Maybe there is some way to handle such case in react-router-dom?
There is no way to do this, since the router can't differentiate between the two routes. For example, if I were to navigate to site.com/my_slug, the router wouldn't know whether my_slug is supposed to be a :post_slug or a :project_slug. It's sending you to a project when they're both present because it interprets them to be the same route and so it uses the last one you define.
An alternative you could try is being a bit more explicit with your routes, like so:
<Route path="/post/:post_slug" component={PostComponent} />
<Route path="/project/:project_slug" component={ProjectComponent} />
You could do this if you put the detection logic in another component, like this:
<Route path="/:any_slug" component={AnyComponent} />
Then let that component figure out what type of ID you have and render the desired sub-component accordingly:
const AnyComponent = props => {
if (slugIsProject(props.match.params.any_slug)) {
return <ProjectComponent id={props.match.params.any_slug} />;
} else {
return <PostComponent id={props.match.params.any_slug} />;
}
}
This way the router always renders the same component (AnyComponent) but that component appears differently depending on what the ID is determined to be.

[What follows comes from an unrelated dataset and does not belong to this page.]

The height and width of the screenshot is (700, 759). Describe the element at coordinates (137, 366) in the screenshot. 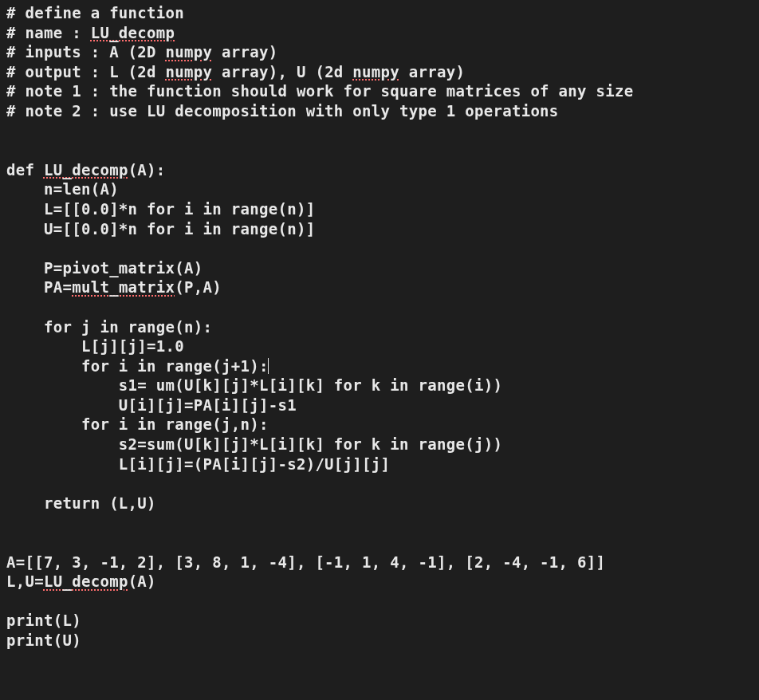

I see `code-line: for i in range(j+1):` at that location.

Is it possible to have routes with different parameters and render different components based on the parameters?
For an example can I do:
<Route path="/SamePath/:param1" component={Component1} />
<Route path="/SamePath/:param2" component={Component2} />
If you are trying to have a the same route structure but render different components based on the value of the param, then you could try using render to decide which component to render based on the value of the param:
<Route path="/SamePath/:param1" render={ (props) => {
if (props.match.params.param1 == 'something') {
return <Component1 { ...props } />
} else {
return <Component2 { ...props } />
}
} />
If it is for lets say only two routes that will differ instead of using the capturing : just type in the name Eg.( samePath/organges samePath/apples) of the route if thats not the case and you want to capture a variarty range of to render differnt components you could use the regex routes feature of react router 4.. but that is much more complicated
In my project, I created a dictionary mapping possible values of the parameter to the desired component, and created <Route>s based on this dictionary.
<Switch>{
[{
['param1']: Component1,
['param2']: Component2,
}].forEach((component, param) =>
<Route
component={component}
exact
path={`/path/with/${param}`}
/>
)
}</Switch>
This will produces individual <Route>s for each path variation you wish to match. It will render different components for each route and, to me, seems in keeping with React-Router v4's dynamic routing ethos.
I encountered a problem: I couldn't access the value of the param via the match property passed to the rendered child. The Route matches against a specific path string (e.g. '/path/with/paramValue1) and not against a route descriptor with a parameter (e.g. '/path/with/:param'). This means thematch.params` dictionary passed to the child will not contain any keys or values. If you don't need the params in your child, this method will work fine. I wanted to inspect the param in the child so I had to look for a different method.